The study, published in the journal Science on January 27, 2022, was conducted by Israel’s Clalit Research Institute and researchers from Harvard University, including Marc Lipsitch, professor of epidemiology and director of the Center for Communicable Disease Dynamics at Harvard T.H. Chan School of Public Health, and science director of the CDC’s Center for Forecasting and Outbreak Analytics.

The researchers found that kids who lived in a household with a single vaccinated parent had a 26% lower risk of catching COVID-19 at the start of 2021, and a somewhat decreased risk—20.8%—when the Delta variant was circulating.

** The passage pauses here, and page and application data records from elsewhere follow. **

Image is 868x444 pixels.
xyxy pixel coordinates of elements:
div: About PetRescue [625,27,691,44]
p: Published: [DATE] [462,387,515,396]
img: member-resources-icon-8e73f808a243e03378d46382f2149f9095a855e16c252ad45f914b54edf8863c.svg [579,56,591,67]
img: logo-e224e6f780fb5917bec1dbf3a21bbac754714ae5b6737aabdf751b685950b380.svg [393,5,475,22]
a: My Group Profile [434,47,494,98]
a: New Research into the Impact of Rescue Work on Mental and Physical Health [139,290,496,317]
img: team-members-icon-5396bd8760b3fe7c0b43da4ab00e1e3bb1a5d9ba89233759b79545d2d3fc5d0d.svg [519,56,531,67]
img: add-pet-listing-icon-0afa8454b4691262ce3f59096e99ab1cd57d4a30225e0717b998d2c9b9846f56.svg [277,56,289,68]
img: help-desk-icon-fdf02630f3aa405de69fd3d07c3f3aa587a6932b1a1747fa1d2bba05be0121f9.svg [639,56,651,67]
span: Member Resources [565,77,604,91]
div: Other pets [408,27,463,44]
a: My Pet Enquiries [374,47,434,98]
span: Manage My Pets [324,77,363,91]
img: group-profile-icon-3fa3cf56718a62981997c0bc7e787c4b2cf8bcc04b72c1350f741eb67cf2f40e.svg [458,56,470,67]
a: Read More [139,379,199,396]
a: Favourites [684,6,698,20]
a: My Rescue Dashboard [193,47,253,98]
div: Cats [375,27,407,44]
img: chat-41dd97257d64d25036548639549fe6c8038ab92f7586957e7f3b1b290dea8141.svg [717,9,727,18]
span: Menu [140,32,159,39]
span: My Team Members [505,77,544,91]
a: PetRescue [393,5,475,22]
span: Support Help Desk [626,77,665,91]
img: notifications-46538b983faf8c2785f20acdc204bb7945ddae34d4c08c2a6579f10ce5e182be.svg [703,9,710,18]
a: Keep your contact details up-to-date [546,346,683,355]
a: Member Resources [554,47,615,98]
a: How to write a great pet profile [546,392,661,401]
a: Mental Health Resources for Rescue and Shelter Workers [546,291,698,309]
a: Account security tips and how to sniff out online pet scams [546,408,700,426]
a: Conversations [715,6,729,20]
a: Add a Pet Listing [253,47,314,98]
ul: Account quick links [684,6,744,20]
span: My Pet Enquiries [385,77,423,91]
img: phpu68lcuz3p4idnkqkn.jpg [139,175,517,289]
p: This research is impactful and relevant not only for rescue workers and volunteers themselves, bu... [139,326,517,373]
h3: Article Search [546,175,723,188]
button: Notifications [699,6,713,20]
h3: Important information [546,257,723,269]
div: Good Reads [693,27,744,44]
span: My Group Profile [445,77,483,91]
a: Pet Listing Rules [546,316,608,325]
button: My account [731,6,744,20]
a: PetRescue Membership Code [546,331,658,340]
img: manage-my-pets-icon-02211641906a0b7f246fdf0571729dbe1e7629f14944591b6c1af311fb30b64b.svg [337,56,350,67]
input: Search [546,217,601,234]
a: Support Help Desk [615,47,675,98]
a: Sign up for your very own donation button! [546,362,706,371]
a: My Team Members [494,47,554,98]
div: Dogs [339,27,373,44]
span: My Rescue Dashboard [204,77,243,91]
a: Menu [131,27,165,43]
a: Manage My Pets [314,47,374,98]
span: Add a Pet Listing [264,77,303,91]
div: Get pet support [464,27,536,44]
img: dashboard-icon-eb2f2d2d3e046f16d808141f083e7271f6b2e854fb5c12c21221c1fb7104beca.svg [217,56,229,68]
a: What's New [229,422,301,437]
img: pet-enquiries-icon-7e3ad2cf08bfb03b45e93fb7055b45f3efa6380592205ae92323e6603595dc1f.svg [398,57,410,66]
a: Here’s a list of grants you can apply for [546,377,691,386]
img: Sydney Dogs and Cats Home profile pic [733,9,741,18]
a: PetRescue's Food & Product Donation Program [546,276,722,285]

If both parents were vaccinated, the kids’ risk was significantly reduced—by 71.% at the start of 2021 and by 58.1% during Delta.

The study, which looked at roughly 582,000 unvaccinated children from 232,000 households in Israel, found that not only were vaccinated parents less likely to be infected themselves, they were also less likely to transmit infection to others in their households.

“Knowing that vaccination protects not only them but their household should encourage any parent who is uncertain to get vaccinated and, when appropriate, boosted,” said Lipsitch in a press release from the Clalit Research Institute.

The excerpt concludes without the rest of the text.